Possible rule match outcomes:

When a new Pat/Prac resource is compared with all other resources of that type in the repository, there are four possible cases:

  • CASE 1: No MATCHED and no PROBABLE_MATCHED outcomes -> a new Person resource is created and linked to that Pat/Prac. All fields are copied from the Pat/Prac to the Person. If the incoming resource has an EID, it is copied to the Person. Otherwise a new unique uuid is created and used as the EID.

  • CASE 2: All of the MATCHED Pat/Prac resources are already linked to the same Person -> a new Link is created between the new Pat/Prac and that Person and is set to MATCHED.

  • CASE 3: The MATCHED Pat/Prac resources link to more than one Person -> link the Pat/Prac to the Person belonging to the Pat/Prac it had the highest matching score with. All other Person resources are marked as POSSIBLE_DUPLICATE of this first Person. These duplicates are manually reviewed later and either merged or marked as NO_MATCH and the system will no longer consider them as a POSSIBLE_DUPLICATE going forward.

  • CASE 4: Only PROBABLE_MATCH outcomes -> In this case, empi-link records are created with PROBABLE_MATCH outcome and await manual assignment to either NO_MATCH or MATCHED. Person resources are not changed.

Rules

hapi-empi rules are managed via a single json document. This document contains a version. empi-links derived from these rules are marked with this version. The following configuration is stored in the rules:

  • resourceSearchParams: These define fields which must have at least one exact match before two resources are considered for matching. This is like a list of "pre-searches" that find potential candidates for matches, to avoid the expensive operation of running a match score calculation on all resources in the system.
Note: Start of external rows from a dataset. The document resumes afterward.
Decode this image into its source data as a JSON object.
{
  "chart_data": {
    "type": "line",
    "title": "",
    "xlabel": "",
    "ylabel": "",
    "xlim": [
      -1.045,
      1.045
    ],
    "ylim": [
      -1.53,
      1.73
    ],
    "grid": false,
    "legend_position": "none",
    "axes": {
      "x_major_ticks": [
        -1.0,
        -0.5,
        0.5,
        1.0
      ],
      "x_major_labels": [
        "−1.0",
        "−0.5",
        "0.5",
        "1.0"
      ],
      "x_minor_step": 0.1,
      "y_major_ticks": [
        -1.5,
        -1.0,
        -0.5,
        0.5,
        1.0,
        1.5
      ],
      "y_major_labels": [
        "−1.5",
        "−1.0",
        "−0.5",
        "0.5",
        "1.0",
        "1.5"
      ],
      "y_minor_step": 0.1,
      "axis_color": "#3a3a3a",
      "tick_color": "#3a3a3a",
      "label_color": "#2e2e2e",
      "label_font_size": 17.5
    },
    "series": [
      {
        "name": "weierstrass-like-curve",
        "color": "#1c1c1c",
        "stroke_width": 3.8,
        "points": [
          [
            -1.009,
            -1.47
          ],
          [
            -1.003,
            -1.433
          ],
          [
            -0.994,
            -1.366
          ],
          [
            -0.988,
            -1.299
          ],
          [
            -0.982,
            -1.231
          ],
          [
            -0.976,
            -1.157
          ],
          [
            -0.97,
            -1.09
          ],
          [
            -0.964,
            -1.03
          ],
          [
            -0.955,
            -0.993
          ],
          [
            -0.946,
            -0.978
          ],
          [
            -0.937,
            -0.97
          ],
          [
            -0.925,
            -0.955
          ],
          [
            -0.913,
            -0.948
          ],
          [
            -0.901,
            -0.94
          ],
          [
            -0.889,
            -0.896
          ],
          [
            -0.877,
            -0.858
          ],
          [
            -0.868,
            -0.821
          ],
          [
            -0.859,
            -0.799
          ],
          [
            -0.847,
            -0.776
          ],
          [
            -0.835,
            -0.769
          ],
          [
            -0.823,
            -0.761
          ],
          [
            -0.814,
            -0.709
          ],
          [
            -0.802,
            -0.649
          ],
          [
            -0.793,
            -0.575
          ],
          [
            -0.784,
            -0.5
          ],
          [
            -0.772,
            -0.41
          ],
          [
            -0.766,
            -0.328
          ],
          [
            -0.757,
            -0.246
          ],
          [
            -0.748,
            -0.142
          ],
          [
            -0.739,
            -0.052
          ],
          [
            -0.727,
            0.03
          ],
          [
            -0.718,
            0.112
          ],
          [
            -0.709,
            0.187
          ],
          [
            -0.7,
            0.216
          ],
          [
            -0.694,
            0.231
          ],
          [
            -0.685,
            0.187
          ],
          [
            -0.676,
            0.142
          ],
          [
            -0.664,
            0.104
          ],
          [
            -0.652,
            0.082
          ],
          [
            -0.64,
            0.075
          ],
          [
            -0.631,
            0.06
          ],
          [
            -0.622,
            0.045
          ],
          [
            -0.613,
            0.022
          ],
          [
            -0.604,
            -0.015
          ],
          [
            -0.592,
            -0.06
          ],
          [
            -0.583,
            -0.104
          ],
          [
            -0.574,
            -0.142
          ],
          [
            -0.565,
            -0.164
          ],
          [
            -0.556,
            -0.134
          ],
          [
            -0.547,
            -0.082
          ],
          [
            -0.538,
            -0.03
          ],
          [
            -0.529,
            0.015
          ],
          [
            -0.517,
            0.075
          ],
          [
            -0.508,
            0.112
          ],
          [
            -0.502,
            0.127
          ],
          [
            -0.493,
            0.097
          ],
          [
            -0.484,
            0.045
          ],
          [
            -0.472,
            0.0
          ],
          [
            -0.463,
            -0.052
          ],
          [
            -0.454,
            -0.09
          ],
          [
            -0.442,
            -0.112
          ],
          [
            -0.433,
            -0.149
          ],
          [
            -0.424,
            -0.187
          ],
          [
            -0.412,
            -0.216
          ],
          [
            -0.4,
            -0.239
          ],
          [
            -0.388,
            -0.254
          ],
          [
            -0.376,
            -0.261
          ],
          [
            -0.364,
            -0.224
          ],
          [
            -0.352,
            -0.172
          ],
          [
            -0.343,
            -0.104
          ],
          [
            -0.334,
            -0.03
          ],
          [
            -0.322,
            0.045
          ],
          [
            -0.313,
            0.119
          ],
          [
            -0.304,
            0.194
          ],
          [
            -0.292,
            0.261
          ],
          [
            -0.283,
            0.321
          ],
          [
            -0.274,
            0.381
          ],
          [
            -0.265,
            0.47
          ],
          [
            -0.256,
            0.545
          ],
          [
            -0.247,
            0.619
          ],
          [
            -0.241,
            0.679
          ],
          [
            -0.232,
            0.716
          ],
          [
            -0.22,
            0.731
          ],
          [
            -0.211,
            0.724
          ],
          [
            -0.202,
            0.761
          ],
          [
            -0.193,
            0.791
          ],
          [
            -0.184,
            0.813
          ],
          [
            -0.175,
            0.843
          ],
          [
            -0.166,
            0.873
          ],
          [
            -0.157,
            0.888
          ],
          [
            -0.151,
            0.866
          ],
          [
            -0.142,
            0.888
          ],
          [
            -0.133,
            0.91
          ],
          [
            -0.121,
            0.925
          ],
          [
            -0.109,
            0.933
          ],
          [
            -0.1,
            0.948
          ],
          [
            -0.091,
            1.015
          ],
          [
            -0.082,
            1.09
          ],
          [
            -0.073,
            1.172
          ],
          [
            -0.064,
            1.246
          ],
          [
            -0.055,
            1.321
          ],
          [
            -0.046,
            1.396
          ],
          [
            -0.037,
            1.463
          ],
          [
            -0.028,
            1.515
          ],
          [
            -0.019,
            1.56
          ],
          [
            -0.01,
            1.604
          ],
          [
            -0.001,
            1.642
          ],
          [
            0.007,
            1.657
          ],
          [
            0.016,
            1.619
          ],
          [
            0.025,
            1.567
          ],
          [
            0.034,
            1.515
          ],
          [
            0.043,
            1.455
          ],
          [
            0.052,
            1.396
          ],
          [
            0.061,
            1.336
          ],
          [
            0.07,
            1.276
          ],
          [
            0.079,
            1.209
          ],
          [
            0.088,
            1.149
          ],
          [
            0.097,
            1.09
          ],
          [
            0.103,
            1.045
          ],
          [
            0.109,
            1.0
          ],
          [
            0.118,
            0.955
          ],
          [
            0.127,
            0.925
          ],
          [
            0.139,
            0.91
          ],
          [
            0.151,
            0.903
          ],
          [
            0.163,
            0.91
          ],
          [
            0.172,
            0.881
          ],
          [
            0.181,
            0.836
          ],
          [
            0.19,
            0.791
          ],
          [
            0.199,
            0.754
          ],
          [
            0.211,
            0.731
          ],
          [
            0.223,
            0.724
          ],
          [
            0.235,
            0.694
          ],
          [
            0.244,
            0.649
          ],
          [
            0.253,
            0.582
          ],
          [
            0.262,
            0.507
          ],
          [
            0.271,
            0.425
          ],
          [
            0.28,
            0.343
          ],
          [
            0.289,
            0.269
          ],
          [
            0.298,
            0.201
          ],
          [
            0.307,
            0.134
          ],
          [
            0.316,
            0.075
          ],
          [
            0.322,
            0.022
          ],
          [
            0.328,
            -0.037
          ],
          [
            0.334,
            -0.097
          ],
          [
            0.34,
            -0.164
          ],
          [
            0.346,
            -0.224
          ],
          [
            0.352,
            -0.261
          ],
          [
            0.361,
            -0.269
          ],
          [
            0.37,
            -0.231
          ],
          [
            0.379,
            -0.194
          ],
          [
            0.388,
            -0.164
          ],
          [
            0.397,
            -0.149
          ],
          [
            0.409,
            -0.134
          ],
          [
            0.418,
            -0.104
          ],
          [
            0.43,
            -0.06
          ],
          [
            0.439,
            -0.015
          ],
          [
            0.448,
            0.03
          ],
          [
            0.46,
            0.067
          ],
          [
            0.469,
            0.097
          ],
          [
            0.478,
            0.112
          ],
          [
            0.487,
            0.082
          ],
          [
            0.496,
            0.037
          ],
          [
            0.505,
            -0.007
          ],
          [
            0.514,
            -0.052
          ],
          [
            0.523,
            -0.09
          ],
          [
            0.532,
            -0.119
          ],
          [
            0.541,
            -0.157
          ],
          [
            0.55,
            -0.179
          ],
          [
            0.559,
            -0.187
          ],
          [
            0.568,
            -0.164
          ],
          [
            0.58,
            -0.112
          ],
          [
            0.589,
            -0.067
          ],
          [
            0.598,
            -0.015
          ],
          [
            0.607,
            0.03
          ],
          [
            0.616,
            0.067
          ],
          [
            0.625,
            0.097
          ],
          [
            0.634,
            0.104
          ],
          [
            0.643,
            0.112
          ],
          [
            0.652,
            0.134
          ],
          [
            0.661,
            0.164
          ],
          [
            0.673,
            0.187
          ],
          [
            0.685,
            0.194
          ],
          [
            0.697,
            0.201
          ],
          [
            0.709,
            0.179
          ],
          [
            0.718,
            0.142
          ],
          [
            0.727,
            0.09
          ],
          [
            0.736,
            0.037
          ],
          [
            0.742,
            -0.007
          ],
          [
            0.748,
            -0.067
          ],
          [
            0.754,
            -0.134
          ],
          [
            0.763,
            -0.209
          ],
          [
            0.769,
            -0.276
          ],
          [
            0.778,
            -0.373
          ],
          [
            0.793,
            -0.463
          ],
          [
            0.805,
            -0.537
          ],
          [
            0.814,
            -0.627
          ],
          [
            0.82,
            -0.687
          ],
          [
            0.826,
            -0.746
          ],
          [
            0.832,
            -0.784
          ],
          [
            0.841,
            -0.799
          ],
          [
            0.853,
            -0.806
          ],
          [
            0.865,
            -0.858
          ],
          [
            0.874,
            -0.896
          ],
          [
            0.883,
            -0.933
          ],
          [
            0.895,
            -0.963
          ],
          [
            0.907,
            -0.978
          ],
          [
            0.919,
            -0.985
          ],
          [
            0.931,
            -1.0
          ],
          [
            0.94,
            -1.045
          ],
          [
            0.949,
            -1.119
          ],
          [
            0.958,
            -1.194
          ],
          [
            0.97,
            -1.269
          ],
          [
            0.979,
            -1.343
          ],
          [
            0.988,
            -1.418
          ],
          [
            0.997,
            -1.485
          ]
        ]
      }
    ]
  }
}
E.g. you may only wish to consider matching two Patients if they either share at least one identifier in common or have the same birthday.
[ {
    "resourceType" : "Patient",
    "searchParam" : "birthdate"
}, {
    "resourceType" : "Patient",
    "searchParam" : "identifier"
} ]
  • filterSearchParams When searching for match candidates, only resources that match this filter are considered. E.g. you may wish to only search for Patients for which active=true.
[ {
    "resourceType" : "Patient",
    "searchParam" : "active",
    "fixedValue" : "true"
} ]
  • matchFields Once the match candidates have been found, they are then each assigned a match vector that marks which fields match. The match vector is determined by a list of matchFields. Each matchField defines a name, distance metric, a success threshold, a resource type, and resource path to check. For example:
{
    "name" : "patient-given",
    "resourceType" : "Patient",
    "resourcePath" : "name.given",
    "metric" : "COSINE",
    "matchThreshold" : 0.8
}
  • weightMap A map which converts combinations of successful matchFields into a scalar score for overall matching of a given pair of resources.

  • noMatchThreshold, matchThreshold: If the weightMap score is above the matchThreshold, it is a MATCH. If between noMatchThreshold and matchThreshold it is a PROBABLE_MATCH. If it is below the noMatchThreshold, it is a NO_MATCH.